ObjTables enables users to leverage Excel as a graphical interface for viewing and editing complex datasets. ObjTables Excel datasets have the following features:
The ObjTables software leverages Git to make it easy to build datasets iteratively, revision datasets, and track their provenance, including when each revision was made, who made it, and why it was made.
To make it easy to build schemas iteratively, the ObjTables software can revision schemas, as well as migrate datasets between different versions of schemas (e.g., adding, removing, and renaming tables and columns).
ObjTables makes it easy to validate and debug datasets at multiple levels:
To help users build large datasets, the ObjTables software can merge datasets by identifying common objects, joining them, and concatenating their relationships to other objects. To help users break down datasets into smaller, more manageable pieces, the ObjTables software can split datasets by cutting relationships and identifying all of the resulting connected subsets of the dataset.
To help users compare and review changes to datasets, the ObjTables software can determine if datasets are semantically equal and identify their differences.
The ObjTables Python package makes it easy to find objects in datasets and use Python to conduct complex analyses of datasets such as numerical simulations.
To make it easy to create files suitable for supplementary materials of journal articles, ObjTables can pretty print datasets with tables of contents, formatted table titles and column headings, and inline help.
To help users understand schemas, ObjTables can generate UML diagrams of schemas.
Many fields aim to understand how behaviors emerge from complex networks. This often requires integrating diverse data about different parts of the network. For example, systems biology aims to understand how cellular behavior emerges from genotype, often using genomics, biochemical, and other data. Excel is a popular tool for merging data because it's flexible and easy to use. However, Excel only supports a few data types, and Excel has limited support for multi-dimensional data. In addition, it is difficult to debug and analyze Excel workbooks.
By combining Excel with schemas, ObjTables makes it easy to build, validate, and analyze complex datasets: (a) users can use Excel to assemble diverse data into tables, (b) users can quickly define schemas for their data, and (c) users can use these schemas to validate their data and parse their data into data structures suitable for further analysis in languages such as Python. For example, we have used ObjTables to build integrated datasets of the biochemistry of Mycoplasma pneumoniae and H1 human embryonic stem cells.
ObjTables also makes it easy to build datasets iteratively over time by helping users revision data with Git and migrate their data as they revise their schemas.
New areas of science often require new types of data and new kinds of models. In turn, this often requires new formats to capture these data and models and new software for working with these formats, including new tools for parsing and validating data and models described in these formats. Creating these formats is often an obstacle for new domains that have limited resources. Evolving these formats as new approaches emerge is also challenging because this often requires updating the software tools for the format and converting old files to the revised format.

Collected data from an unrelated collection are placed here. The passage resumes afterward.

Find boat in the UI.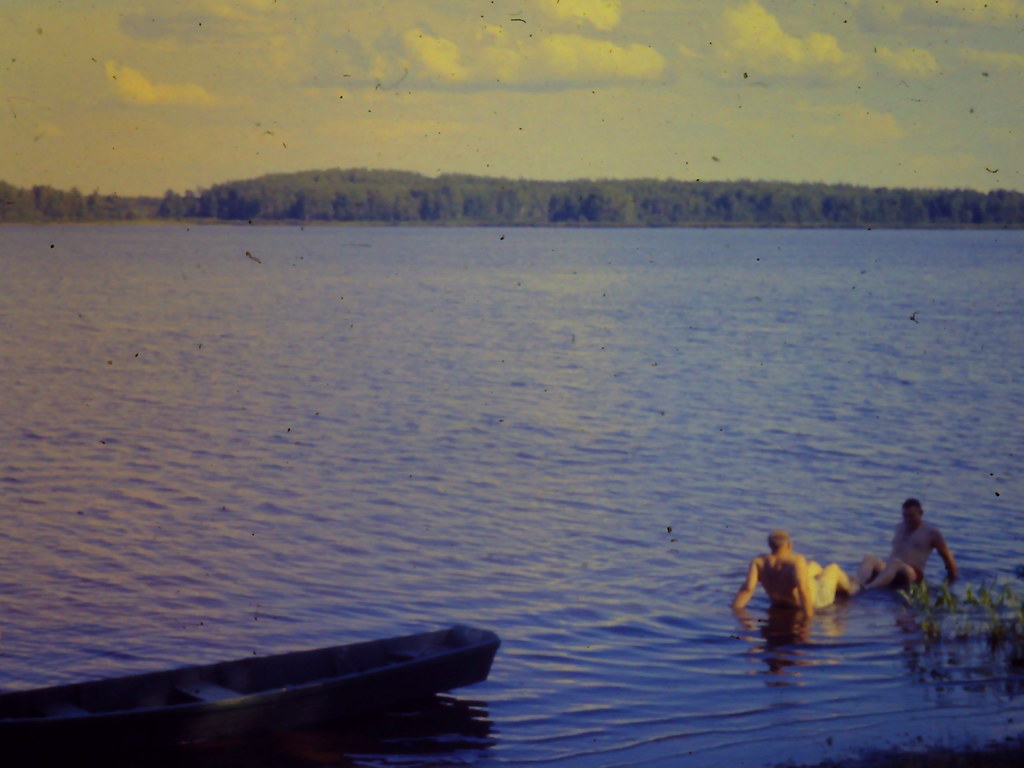
UI element at bbox(52, 608, 560, 733).
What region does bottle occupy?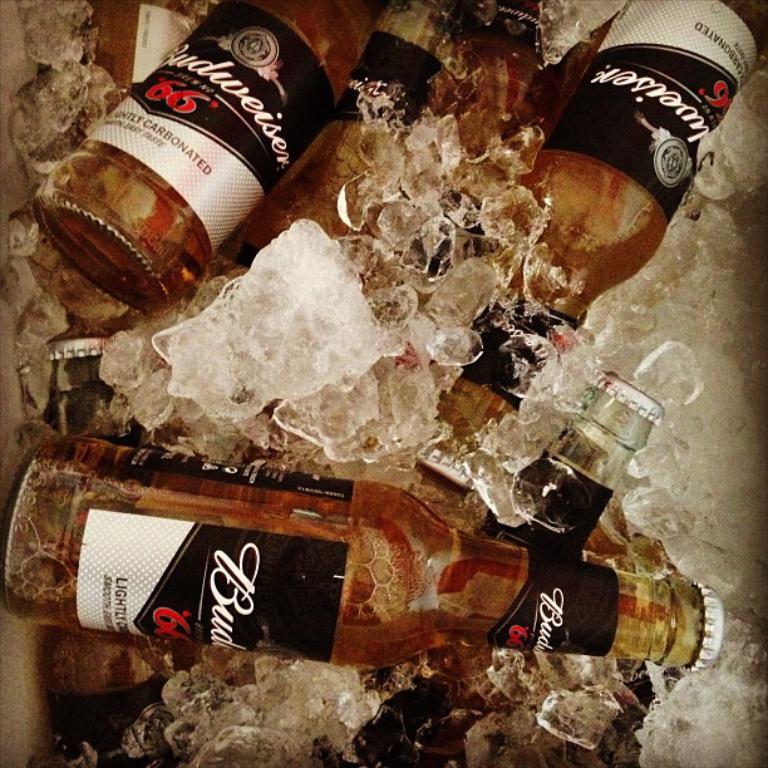
box=[223, 0, 471, 329].
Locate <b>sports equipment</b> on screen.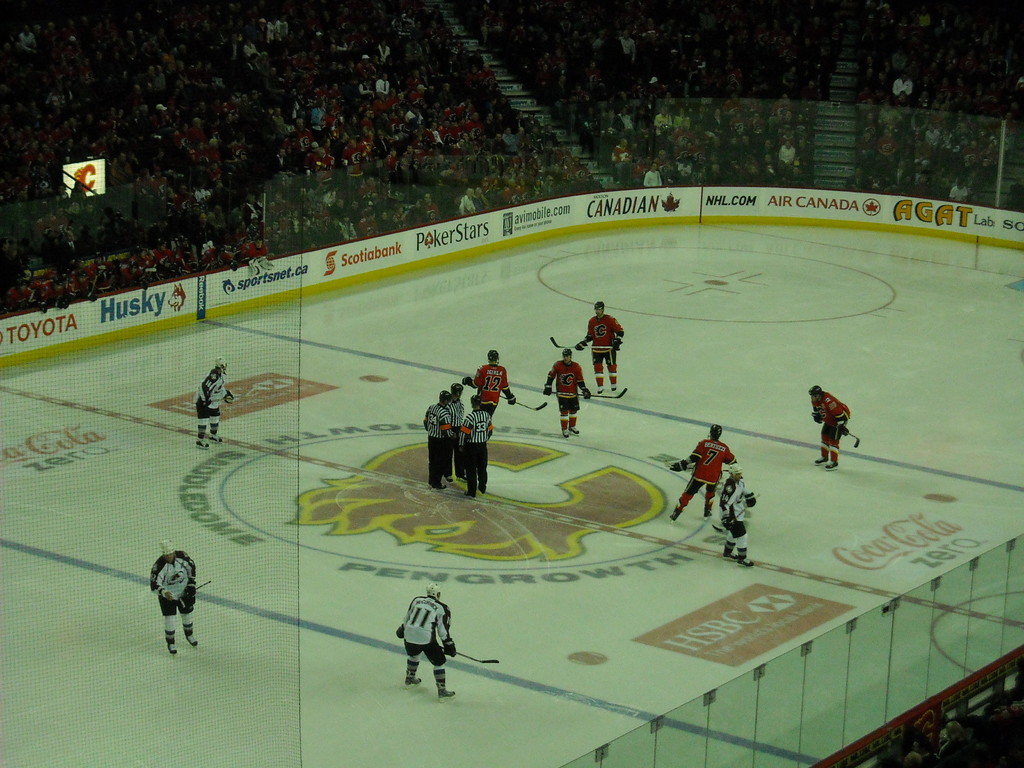
On screen at [x1=561, y1=426, x2=566, y2=437].
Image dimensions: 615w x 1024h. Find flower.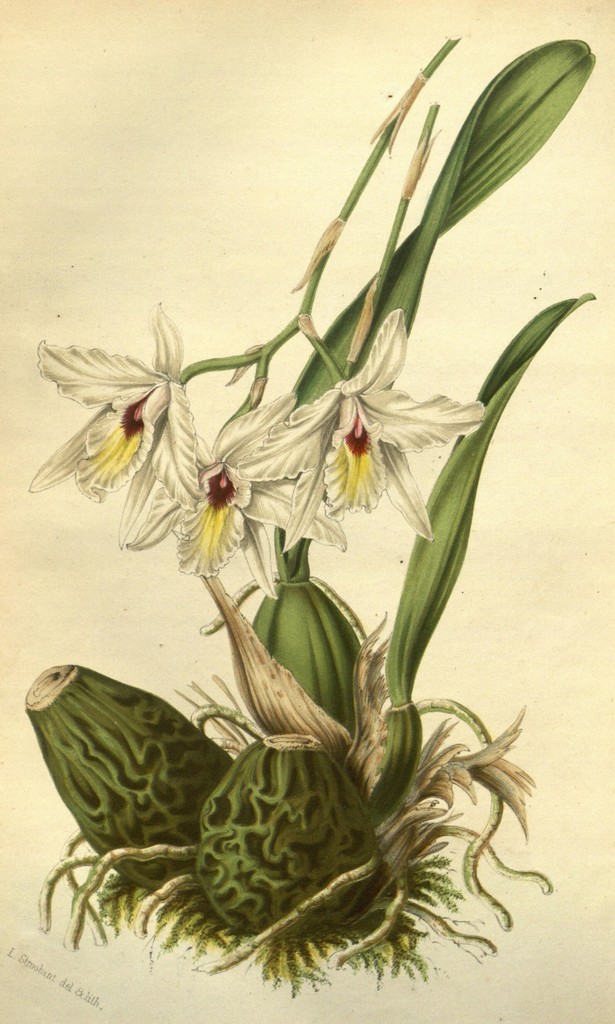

ObjTables addresses this issue by making it easy to define schemas for domain-specific data and providing software tools for parsing, manipulating, and validating data encoded in these schemas. For example, we have used ObjTables to create, WC-KB , a format for the experimental omics, biochemical, and physiological data needed to model cellular biochemistry. We have also used ObjTables to create, WC-Lang , a format for whole-cell models of all of the biochemical activity in a cell. Creating these formats required minimal code.
Although supplementary materials often contain valuable data, supplementary materials are underutilized because they are often provided in custom formats that are difficult to understand, parse, and re-use.
ObjTables addresses this issue by enabling authors to publish materials in a tabular format which can easily be read by humans and computers: (a) ObjTables enables authors to pretty print their data with tables of contents and inline help, (b) ObjTables enables authors to provide schemas for parsing their data, and (c) ObjTables enables readers to use these schemas to parse and analyze published data with minimal effort. Together, this makes it easier for authors to publish supplementary materials that are easy for others to re-use for additional studies.
Researchers often need to send their collaborators new datasets and models that cannot be described in any existing format. This often requires collaborators to write custom codes to parse these custom datasets and models. The substantial effort needed to write these codes is a frequent barrier to collaboration.
ObjTables makes it easier to share re-usable data and models with collaborators by (a) enabling researchers to rigorously describe the structure of their data or model with a schema, (b) enabling researchers to capture metadata about their data or model, (c) providing researchers software tools for validating their data, and (d) enabling collaborators to use these schemas to parse data from their colleagues quickly.